FAQ

Blow-Molded is not a retailer and does not sell any products directly. Our website is for historical and information purposes, although some products may still be in production and available through a retailer of your choice. We try to include purchase links where possible.

While many blow molds within our archives are no longer produced, several companies remain in business. This currently includes Blinky Products, Cado and Pan Asian Creations to name a few. Many do not sell directly to consumers. Some retailers, such as Ace Hardware, Home Depot, Lowes, Menards, Target and Walmart tend to carry a limited to large selection during various holidays. You can often find blow molds for sale on third party resale sites, such as eBay, ShopGoodwill or Mercari.

1938, however, it didn’t come into common use until the early 60s. Prior to the 1960s, injection-molding and vacuum-forming processes were mostly used. They continued to be used after the blow-molding process became popular as well.

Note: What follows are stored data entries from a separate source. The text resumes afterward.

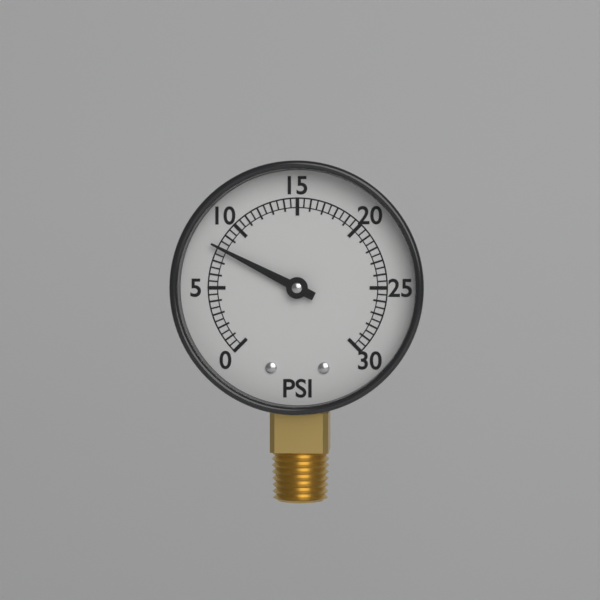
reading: 8.0 psi
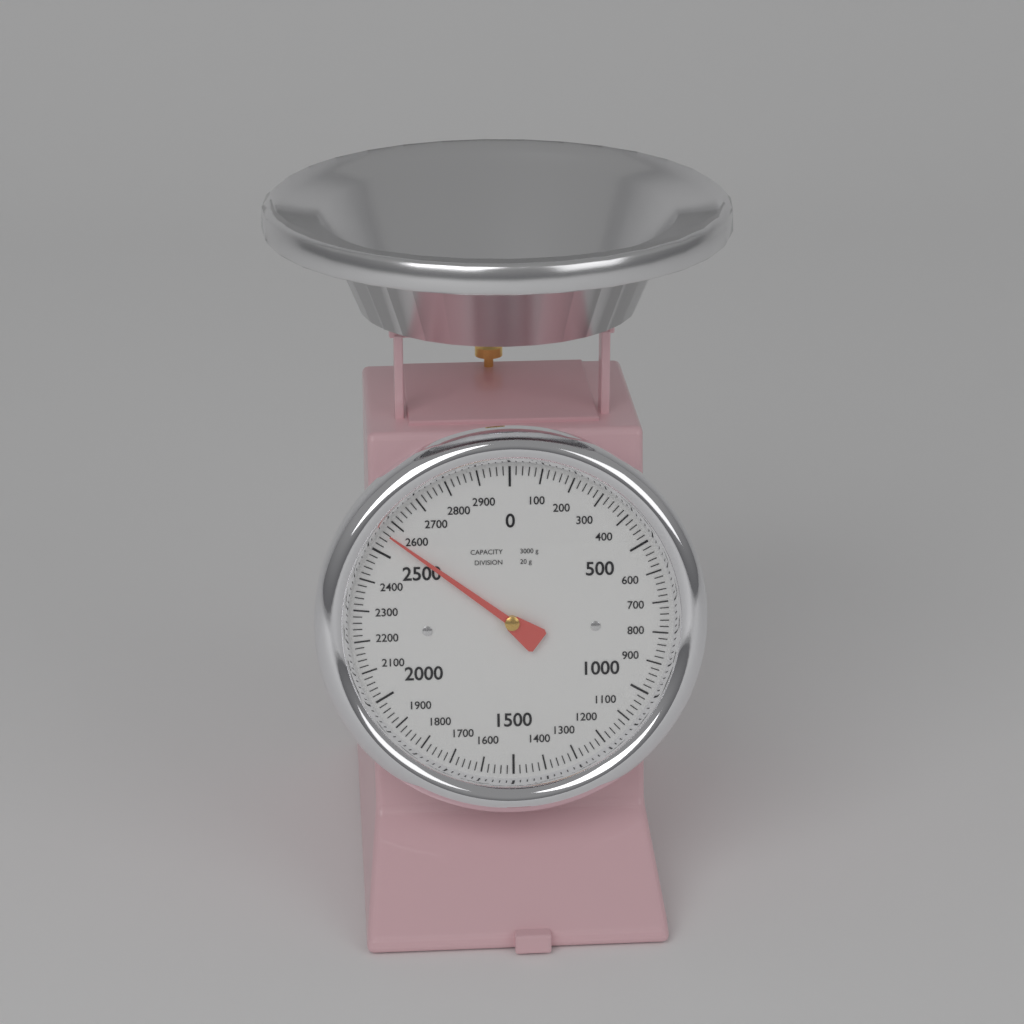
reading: 2560 g
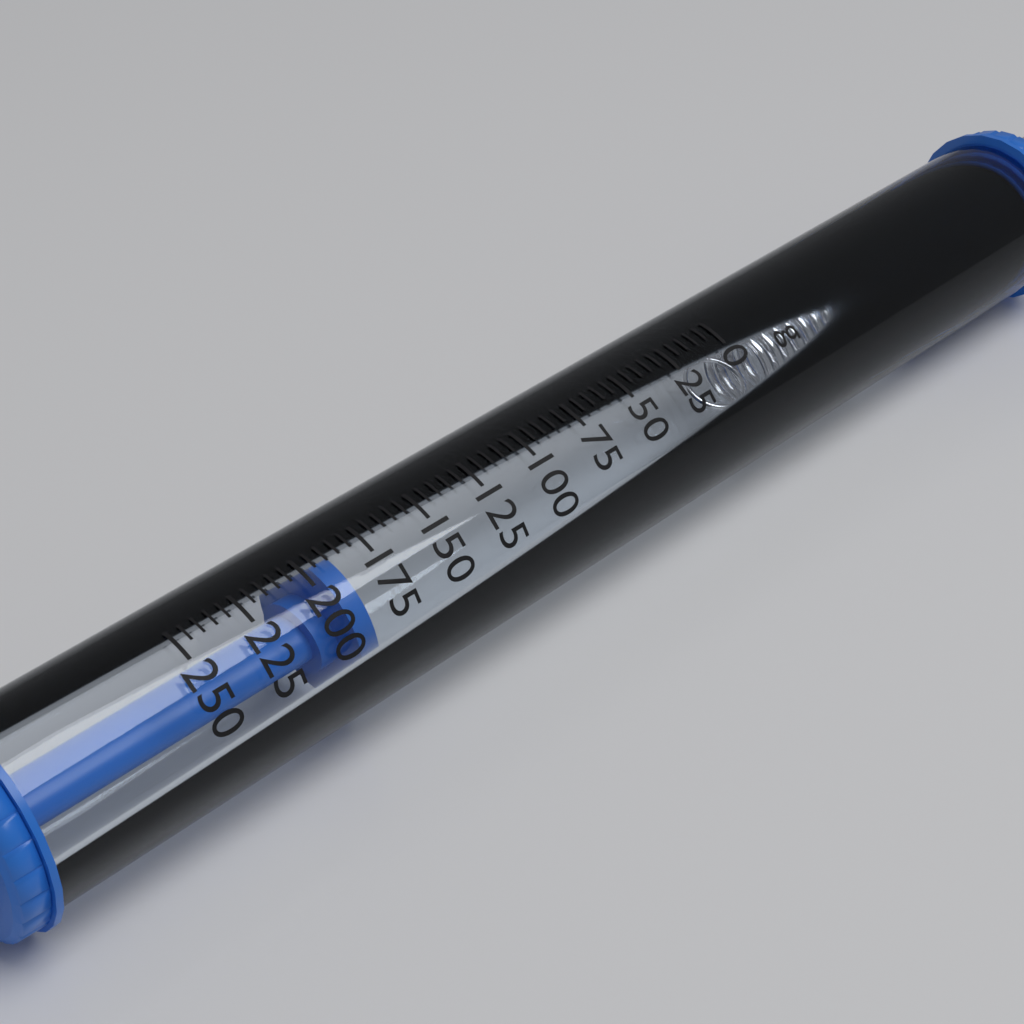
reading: 185 g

No, this is the year the aluminum mold was manufactured and more often than not the figure would not enter production until the following year. In some cases, a company would begin manufacturing the figure several years after the creation of the aluminum mold or later restart production, introduce alternate paint schemes, or sell the mold to another manufacturer. If your figure still has a barcode label attached, this will often have the manufacture date (month/year) stamped on it. This is the only way to date a figure conclusively, excluding exceptions where a figure was only manufactured for one year.

Value for these is basically determined solely by availability and quantity made. Many figures are considered valuable, but are in fact not. People are often led to believe a figure is rare and worth hundreds of dollars, when in actuality it is readily available and had a long manufacturing run. More often than not, one will see an expensive two hundred dollar figure and believe they will never see another again, so they purchase it. Not a day later in many cases you will see the same figure show up for twenty dollars. This is not to say there are not rare figures, there are many that are quite rare and valuable. The best advice is be aware, reasonable, patient and use our introduced and discontinued dates when available as a basic guide on how much to pay for a figure you want.

Although "blow-mold" is commonly used to refer to a figure due to ease of use, this is technically incorrect. The blow-mold is the aluminum mold used in the manufacturing process. The technically correct term would be "blow-molded figure", yet it is rarely used.

To avoid the licensing fees required to use the trademarked "Styrofoam" name, Poloron Products introduced a similar material under their own trademarked name: vacucel. The vacucel name is unique to Poloron Products, however the two names are commonly used interchangeably given how alike both materials are.